By now, the overflow crowd of organizers, immigrants and clergy in the Catholic high school gymnasium were on their feet. The bishop was just getting warmed up.

President Trump was the candidate of “disruption.” He was “the disruptor,” he said. Well now, we must all become disruptors. We must disrupt those who would seek to send troops into our streets to deport the undocumented, to rip mothers and fathers from their families. We must disrupt those who portray refugees as enemies rather than our brothers and sisters in terrible need. We must disrupt those who train us to see Muslim men, women and children as forces of fear rather than as children of God. We must disrupt those who seek to rob our medical care, especially from the poor. We must disrupt those who would take even food stamps and nutrition assistance from the mouths of children.

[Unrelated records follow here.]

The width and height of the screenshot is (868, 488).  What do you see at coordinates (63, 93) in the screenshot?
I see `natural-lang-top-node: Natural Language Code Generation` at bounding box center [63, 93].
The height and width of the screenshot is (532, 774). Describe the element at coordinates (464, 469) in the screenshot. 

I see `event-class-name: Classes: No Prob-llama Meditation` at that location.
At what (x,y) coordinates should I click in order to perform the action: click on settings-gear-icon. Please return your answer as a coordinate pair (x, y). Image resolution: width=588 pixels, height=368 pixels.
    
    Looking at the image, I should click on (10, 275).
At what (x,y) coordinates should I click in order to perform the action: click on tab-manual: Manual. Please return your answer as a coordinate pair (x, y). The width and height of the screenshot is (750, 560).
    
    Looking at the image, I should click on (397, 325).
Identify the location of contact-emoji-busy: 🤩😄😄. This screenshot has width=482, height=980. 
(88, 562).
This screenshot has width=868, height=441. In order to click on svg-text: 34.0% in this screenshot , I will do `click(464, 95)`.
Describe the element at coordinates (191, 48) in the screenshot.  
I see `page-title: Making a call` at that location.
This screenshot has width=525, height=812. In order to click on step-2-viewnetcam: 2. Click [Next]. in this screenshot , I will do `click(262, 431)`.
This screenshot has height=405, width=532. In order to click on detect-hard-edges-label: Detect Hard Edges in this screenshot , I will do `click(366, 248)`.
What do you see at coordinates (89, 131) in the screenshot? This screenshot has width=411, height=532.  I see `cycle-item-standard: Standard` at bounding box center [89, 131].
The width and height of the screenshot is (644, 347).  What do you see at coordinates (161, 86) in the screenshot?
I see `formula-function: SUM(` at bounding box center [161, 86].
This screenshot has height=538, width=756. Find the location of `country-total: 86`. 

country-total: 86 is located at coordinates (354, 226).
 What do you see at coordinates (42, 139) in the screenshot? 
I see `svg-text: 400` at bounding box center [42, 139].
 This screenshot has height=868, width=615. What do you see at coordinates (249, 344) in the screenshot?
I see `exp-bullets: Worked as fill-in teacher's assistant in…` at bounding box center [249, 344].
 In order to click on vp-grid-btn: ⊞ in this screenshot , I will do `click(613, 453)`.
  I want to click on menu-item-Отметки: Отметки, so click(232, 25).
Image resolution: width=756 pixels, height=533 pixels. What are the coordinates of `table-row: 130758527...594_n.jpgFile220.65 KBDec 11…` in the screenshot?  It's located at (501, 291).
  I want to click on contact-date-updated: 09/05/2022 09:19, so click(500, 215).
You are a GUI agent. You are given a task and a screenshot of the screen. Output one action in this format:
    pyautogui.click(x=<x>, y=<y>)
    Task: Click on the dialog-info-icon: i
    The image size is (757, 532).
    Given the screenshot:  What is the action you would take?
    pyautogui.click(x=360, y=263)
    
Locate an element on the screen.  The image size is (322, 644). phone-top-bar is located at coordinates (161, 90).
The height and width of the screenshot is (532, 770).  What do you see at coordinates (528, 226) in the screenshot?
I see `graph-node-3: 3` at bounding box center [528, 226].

But we, as people of faith, as disciples of Jesus Christ, as children of Abraham, as followers of the Prophet Muhammad, of people of all faiths and no faith, we cannot merely be disruptors, we also have to be rebuilders. We have to rebuild this nation so that we place at its heart the service to the dignity of the human person and assert what that flag behinds us asserts is our heritage: Every man, woman and child is equal in this nation and called to be equal. We must rebuild a nation in solidarity, what Catholic teaching calls the sense that all of us are the children of the one God, there are no children of a lesser god in our midst.

For three minutes, the bishop received a standing ovation. Some wiped away tears, including me. In a meeting filled with progressive activists, some of whom openly expressed frustration with the Catholic hierarchy’s lack of urgency to confront Trump’s abhorrent proposals and policies, McElroy’s speech did what too few Catholic leaders have managed to do since the election. He used the formidable weight of Judeo-Christian tradition and Catholic social teaching, rooted in respect for the common good and human dignity, to draw a bright moral line in the sand.

The question now is how many Catholic bishops will step up and do the same.

John Gehring is Catholic program director at Faith in Public Life, an advocacy group in Washington, and a former associate director for media relations at the U.S. Conference of Catholic Bishops. He is author of The Francis Effect: A Radical Pope’s Challenge to the American Catholic Church (Rowman & Littlefield, 2015) and a contributing editor to Commonweal.